In training materials, the department even encourages a willful ignorance by field agents to minimize the risk of making intelligence practices public.
The DEA practices mirror a common dilemma among domestic law enforcement agencies: Analysts have access to unprecedented streams of classified information that might prove useful to investigators, but entering classified evidence in court risks disclosing those sensitive surveillance methods to the world, which could either end up halting the program due to public outcry or undermining their usefulness through greater awareness.

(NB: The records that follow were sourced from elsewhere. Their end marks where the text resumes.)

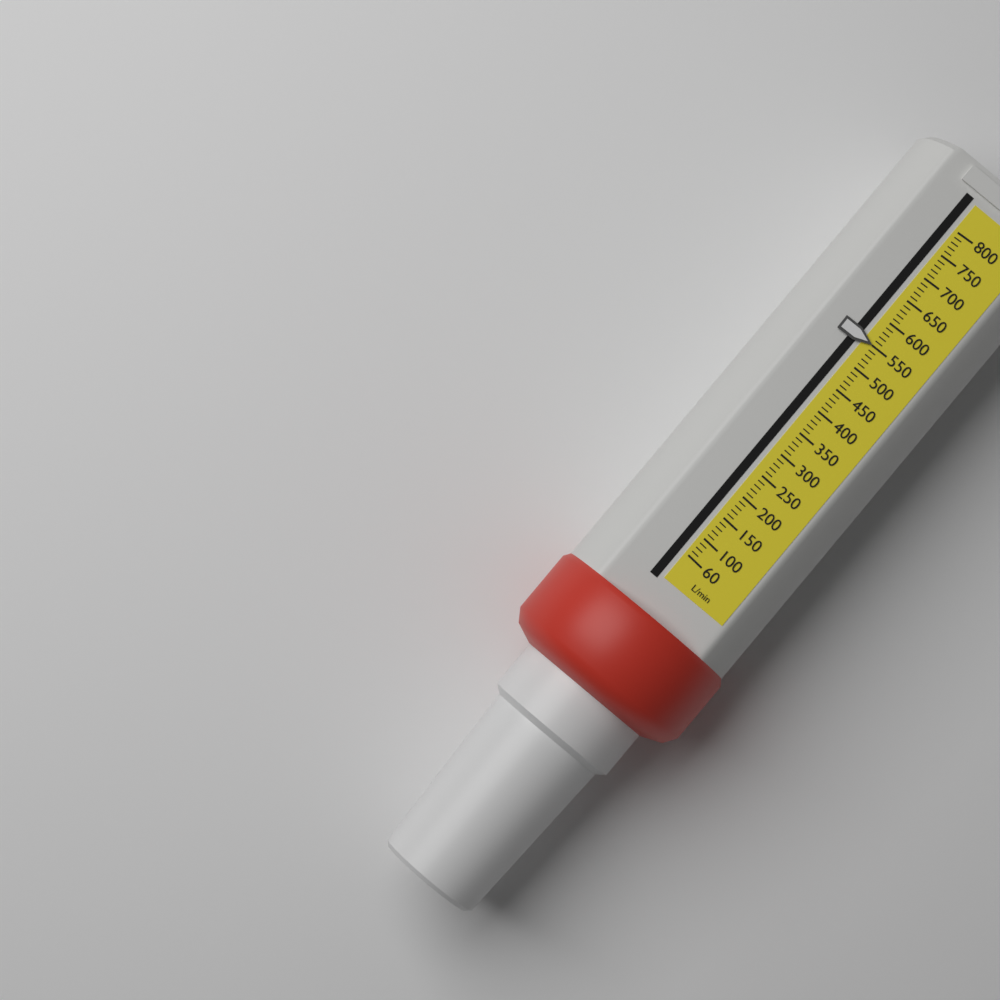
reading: 550 L/min
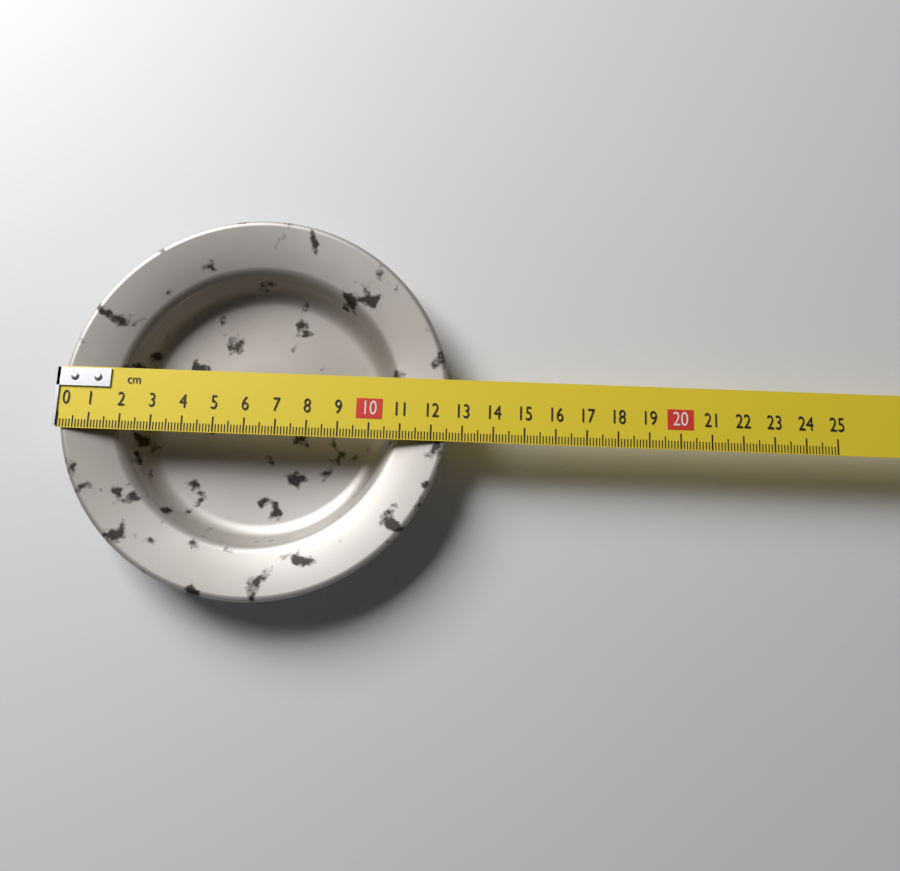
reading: 12.6 cm
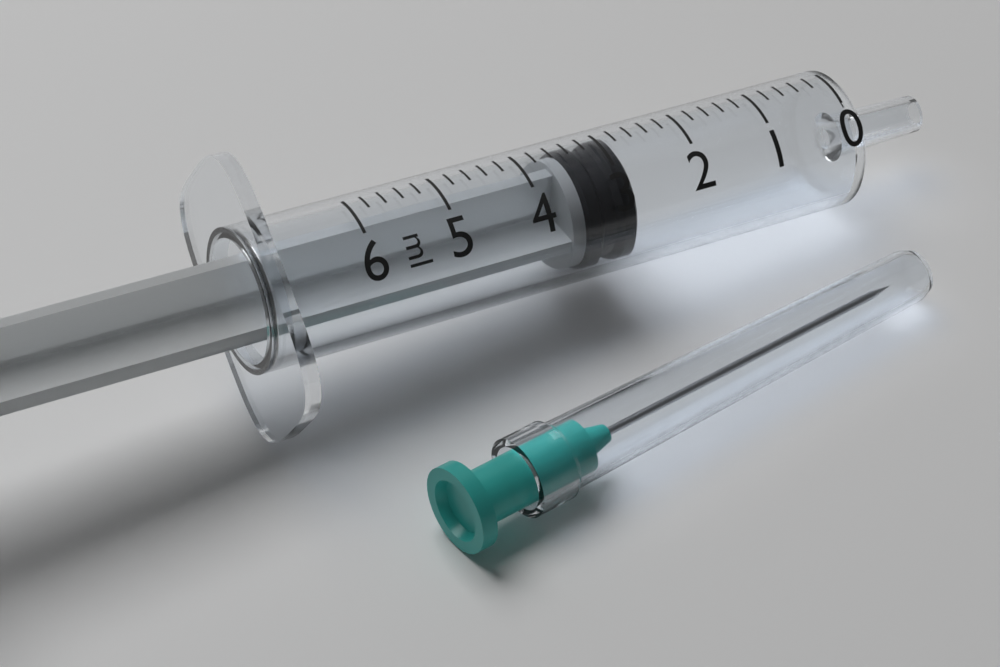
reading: 2.8 ml
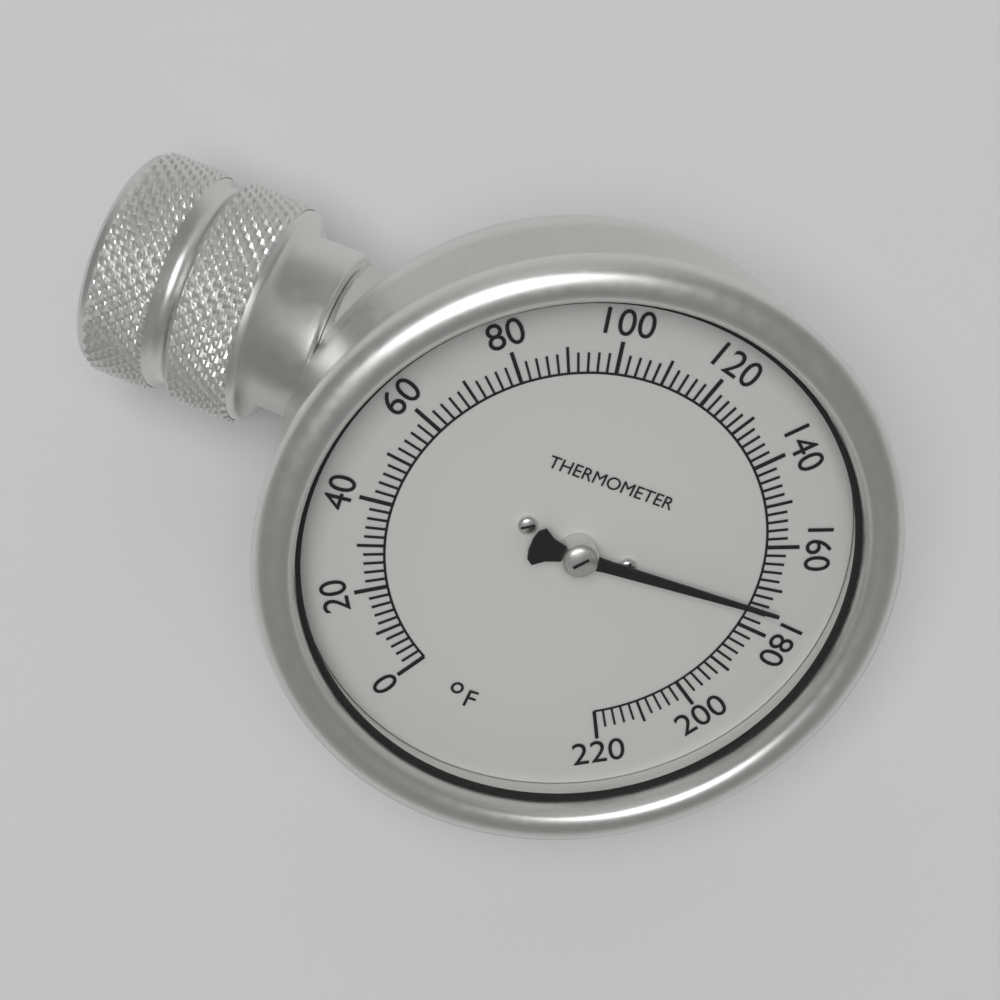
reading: 174 °F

An undated slide deck released by the DEA to fleshes out the issue more graphically: When military and intelligence agencies “find Bin Laden's satellite phone and then pin point his location, they don't have to go to a court to get permission to put a missile up his nose." Law enforcement agencies, on the other hand, “must be able to take our information to court and prove to a jury that our bad guy did the bad things we say he did.”
Blackmarketeer
The text of the training info is available at Muckrock.com - the date of the material is 2007 - I ask everyone to make note of that date before replying - 2007 - This is exactly what the "War on Terror" hoped to dismantle - our constitutional rights.
NSA uses Google cookies to find targets for hacking, spying
The US National Security Agency is secretly piggybacking on the tools that enable internet advertisers to track consumers, using cookies and location data to pinpoint targets for government hacking and to bolster surveillance.